The dishes of Melting Pots (a Fiction Based on Facts) at Proyectos Monclova

Windows of the World was an iconic restaurant of New York, known as the most profitable restaurant in the USA. For anyone interested in food and restaurant history “Windows”—as it was called by those who worked there—is an incredible case study. Raúl Ortega Ayala’s selection of the image of a buffet served at the restaurant is a beautiful invitation to dive into a piece of American food history that is hardly ever told.

 I started my research into the dishes that appear in the photograph by reviewing archives of menus found online, mainly in auction houses. I then made a list of the dishes I recognized and looked for the common threads that repeated between those recipes. There were many visual cues in the image of the buffet that suggested it was from the 1980’s, so I began researching publications by iconic the American food authors of the time for recipe inspiration, including Alice Waters of Chez Panisse, James Beard, and Julia Child. Though a ten year span is a considerable amount of time and looking to recipes from Berkeley, California when re-creating a New York City restaurant’s dishes may seem sacrilegious to food historians, I felt it was important to realize dishes that would be palatable to today’s tastes, while also staying honest to the aesthetic and techniques of that era.

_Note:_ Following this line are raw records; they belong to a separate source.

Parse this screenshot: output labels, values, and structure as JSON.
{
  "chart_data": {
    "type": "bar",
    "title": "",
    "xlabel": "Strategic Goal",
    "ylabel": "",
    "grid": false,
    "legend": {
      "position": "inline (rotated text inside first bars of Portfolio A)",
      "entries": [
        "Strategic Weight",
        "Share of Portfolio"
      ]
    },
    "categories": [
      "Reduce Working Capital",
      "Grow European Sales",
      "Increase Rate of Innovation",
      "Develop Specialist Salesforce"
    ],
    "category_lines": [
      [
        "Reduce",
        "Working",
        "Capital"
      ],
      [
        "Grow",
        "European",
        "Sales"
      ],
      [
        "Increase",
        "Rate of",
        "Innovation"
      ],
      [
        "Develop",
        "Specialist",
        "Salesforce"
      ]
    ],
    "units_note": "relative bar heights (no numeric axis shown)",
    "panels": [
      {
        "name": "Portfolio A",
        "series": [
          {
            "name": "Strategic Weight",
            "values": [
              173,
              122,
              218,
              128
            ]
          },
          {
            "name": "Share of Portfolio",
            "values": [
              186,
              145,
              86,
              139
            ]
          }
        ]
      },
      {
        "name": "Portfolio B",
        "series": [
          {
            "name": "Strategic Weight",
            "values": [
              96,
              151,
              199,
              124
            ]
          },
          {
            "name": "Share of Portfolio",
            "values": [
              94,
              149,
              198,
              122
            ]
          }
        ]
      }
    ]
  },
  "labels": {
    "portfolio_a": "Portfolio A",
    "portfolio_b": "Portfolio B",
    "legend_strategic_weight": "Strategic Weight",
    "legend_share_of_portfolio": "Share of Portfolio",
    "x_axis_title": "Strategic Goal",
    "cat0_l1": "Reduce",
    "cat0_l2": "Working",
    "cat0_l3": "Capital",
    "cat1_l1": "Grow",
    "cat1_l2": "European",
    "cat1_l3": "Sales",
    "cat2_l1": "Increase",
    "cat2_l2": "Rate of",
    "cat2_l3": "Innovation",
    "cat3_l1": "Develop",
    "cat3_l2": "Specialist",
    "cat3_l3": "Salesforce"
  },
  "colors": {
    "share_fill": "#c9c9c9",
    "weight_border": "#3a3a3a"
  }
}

 The world is still in many ways digesting the events of September 11, 2001, 16 years later. In the spirit of Ortega Ayala’s piece, I updated the recipes to reflect other horrors that the world is digesting today by adding Aleppo peppers. These peppers are disappearing, a direct and concrete result of the ongoing conflict in Syria which is preventing their cultivation.

 The beauty about food is the simplicity with which it communicates. My research is inspired as much by flavor and technique, as it is by the stories of the people participating in the food chain. Woven into the dishes I prepared and presented for Melting Pots (a fiction based on facts) is the story of Fekkak Mamdouh, a 45-year-old Moroccan man who was a headwaiter and beloved union leader at Windows on the World. Mamdouh coauthored The Accidental American and was one of the founders of Restaurant Opportunities Center (ROC) that was established to provide support for the displaced workers, including undocumented immigrants, who survived 9/11 attacks on the World Trade Center in 2001.

 The personal accounts of the people who were part of the Windows family are for me the most moving part of this project.  My research as a food historian and chef is motivated by my desire to preserve and share the stories of the people of who lived them through the most accurate historical recreation of their recipes possible.